I've learned recently what gaslighting is. She's a master gaslighter and I've been gaslit for years, but it's been heaviest since she got together with this... person. I told her I wanted a divorce and she freaked out, asking what she could do. I told her the only hope was to cease all contact with him, her to get into therapy, and us get into marriage counselling, and even then there's not much of it. She agreed after several teary decision days. She told me she ended it with him... I looked on her computer and learned it didn't last 8 hours. She'd lied again. She'd lied for years. She's a habitual liar. Since then she's resumed talking to him and wonders why I'm not okay with it... she keeps trying to gaslight me into questioning my reality. I ended up breaking my silence and told all my family, many of my/our friends, and her father about what the relationship has been and is. I've received unanimous support to end it. I'm staying strong and I'm not getting sucked back up into the vortex. The writing is on the wall. The marriage is ended, it's just about taking care of all the logistical loose ends (finances, living arrangements, kid, etc...) Thing is, she's not accepting it. She thinks it'll all go back to how it was and keeps acting and talking like things are fine and she doesn't know why I keep blowing up. I've been using other people as controls to make sure it's not a manic or anything else warping my thoughts into demonizing her. They all agree and have had opinions for years on this. It's let me know I'm not insane. It's grounded me.
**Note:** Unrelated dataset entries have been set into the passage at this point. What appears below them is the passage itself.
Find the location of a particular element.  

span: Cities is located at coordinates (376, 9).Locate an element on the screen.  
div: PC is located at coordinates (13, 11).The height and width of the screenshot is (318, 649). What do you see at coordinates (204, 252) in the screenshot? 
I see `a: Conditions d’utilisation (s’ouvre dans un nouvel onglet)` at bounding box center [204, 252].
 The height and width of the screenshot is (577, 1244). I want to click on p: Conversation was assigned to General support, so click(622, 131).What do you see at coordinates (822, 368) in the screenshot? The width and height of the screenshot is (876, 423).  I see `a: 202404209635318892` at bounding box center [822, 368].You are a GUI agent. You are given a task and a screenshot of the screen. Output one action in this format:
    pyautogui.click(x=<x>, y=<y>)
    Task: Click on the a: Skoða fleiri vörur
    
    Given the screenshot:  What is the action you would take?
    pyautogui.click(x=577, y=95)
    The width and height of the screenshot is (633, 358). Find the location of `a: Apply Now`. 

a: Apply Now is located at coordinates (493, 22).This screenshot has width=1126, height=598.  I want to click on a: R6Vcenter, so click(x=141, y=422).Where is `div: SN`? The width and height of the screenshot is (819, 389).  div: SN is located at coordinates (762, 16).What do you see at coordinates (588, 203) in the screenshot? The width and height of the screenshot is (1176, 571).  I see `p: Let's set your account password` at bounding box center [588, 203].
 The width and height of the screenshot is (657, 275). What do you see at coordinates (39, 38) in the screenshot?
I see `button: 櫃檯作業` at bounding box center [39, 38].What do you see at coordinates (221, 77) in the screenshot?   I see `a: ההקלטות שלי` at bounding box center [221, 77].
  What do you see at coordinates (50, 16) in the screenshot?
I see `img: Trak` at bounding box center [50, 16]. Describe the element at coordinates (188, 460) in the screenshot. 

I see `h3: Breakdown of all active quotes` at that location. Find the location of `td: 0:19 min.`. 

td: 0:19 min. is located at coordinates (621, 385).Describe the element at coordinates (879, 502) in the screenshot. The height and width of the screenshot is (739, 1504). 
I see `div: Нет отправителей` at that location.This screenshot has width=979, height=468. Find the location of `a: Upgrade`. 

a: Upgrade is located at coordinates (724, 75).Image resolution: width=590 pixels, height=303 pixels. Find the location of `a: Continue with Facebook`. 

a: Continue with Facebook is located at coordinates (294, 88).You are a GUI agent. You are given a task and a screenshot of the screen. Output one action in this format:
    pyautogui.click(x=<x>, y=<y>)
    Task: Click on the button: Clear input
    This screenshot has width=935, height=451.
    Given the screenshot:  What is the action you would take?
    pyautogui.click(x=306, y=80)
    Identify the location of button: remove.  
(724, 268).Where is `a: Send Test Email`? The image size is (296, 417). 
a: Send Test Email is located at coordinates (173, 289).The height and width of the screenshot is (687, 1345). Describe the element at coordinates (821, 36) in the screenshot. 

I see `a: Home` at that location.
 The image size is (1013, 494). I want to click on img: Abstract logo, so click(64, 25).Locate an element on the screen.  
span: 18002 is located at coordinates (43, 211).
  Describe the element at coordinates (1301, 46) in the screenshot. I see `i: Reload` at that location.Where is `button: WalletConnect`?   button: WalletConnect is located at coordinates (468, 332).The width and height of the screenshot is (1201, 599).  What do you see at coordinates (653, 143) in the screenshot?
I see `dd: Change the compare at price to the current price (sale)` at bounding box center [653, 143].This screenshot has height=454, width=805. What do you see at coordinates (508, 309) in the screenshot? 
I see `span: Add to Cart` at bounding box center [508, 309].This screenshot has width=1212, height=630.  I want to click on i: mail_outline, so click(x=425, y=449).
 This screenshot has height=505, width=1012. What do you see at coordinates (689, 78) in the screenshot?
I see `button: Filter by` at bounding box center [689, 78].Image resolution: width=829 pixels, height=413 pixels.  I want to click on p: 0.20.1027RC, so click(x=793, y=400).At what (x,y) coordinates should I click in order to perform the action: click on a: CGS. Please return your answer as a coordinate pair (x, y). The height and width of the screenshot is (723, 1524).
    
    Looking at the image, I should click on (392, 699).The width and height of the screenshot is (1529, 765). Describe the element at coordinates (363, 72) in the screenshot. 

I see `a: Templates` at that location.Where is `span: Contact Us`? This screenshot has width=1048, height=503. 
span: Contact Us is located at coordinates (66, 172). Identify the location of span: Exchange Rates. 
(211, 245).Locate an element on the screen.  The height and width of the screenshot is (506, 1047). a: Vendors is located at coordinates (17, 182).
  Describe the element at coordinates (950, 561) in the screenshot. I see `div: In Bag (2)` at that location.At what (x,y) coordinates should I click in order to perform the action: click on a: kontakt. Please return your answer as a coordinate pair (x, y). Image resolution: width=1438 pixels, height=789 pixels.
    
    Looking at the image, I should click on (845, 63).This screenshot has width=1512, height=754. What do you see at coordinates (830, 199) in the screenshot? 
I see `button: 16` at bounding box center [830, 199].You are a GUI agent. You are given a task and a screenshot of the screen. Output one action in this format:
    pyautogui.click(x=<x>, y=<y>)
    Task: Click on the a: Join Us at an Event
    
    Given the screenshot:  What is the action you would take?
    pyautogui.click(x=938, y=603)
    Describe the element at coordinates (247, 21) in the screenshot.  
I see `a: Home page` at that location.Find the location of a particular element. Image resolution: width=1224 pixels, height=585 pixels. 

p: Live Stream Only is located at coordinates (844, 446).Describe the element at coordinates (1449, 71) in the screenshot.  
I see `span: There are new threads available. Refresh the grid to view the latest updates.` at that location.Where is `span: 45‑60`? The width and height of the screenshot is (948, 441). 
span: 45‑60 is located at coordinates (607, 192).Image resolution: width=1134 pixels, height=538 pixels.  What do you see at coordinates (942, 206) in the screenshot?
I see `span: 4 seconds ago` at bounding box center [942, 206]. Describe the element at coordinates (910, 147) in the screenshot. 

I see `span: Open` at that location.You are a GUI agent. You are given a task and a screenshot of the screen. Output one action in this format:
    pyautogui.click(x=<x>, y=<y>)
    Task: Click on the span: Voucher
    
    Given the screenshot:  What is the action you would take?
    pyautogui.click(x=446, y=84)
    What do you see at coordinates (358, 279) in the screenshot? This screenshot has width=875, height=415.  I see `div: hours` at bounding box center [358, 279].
SO, with all that said and done, I've been doing a lot of thinking. My worst bipolar episodes have been during this relationship of hers where the acknowledgement of my rights and existence as a human being, much less a husband and father, are non-existent. Gaslighting is, by definition, the process of making an individual question themselves and their sense and understanding of reality. I was definitely experiencing psychotic depression in January, in which reality is broken. My ultimate pondering is:

Is it possible that the bipolar dx and symptoms and behavior are just a result of my horribly unhealthy relationship bringing them on? Or did the job/house/marriage trifecta trigger a break and bring on full-fledged bipolar? Maybe I don't have it and she's just driven me insane? Maybe it's a feedback loop and the bipolar and gaslighting keep playing off each other and are giving me my breaks with reality? The SSRI reactivity is definitely a physical indicator towards bipolar, but my brain chemistry is EXTREMELY responsive to nearly anything I put in it. Mushrooms put me in a state where I was essentially in a coma for 12 hours, unresponsive externally but vibrant and powerful inside. Narcotic painkillers make me feel like I can levitate and shoot rainbows into other people's brains and I shoot sunshine from my pores. Maybe my reaction to SSRIs is just part of the larger responsiveness to substances by my brain, and the swings up and down are the reality-breaking relationship and manipulation by my wife?

Or maybe I'm just a dude with bipolar and a bad relationship. IDK. Questioning a lot lately. Any feedback is greatly appreciated. Thank you if you read through my tome.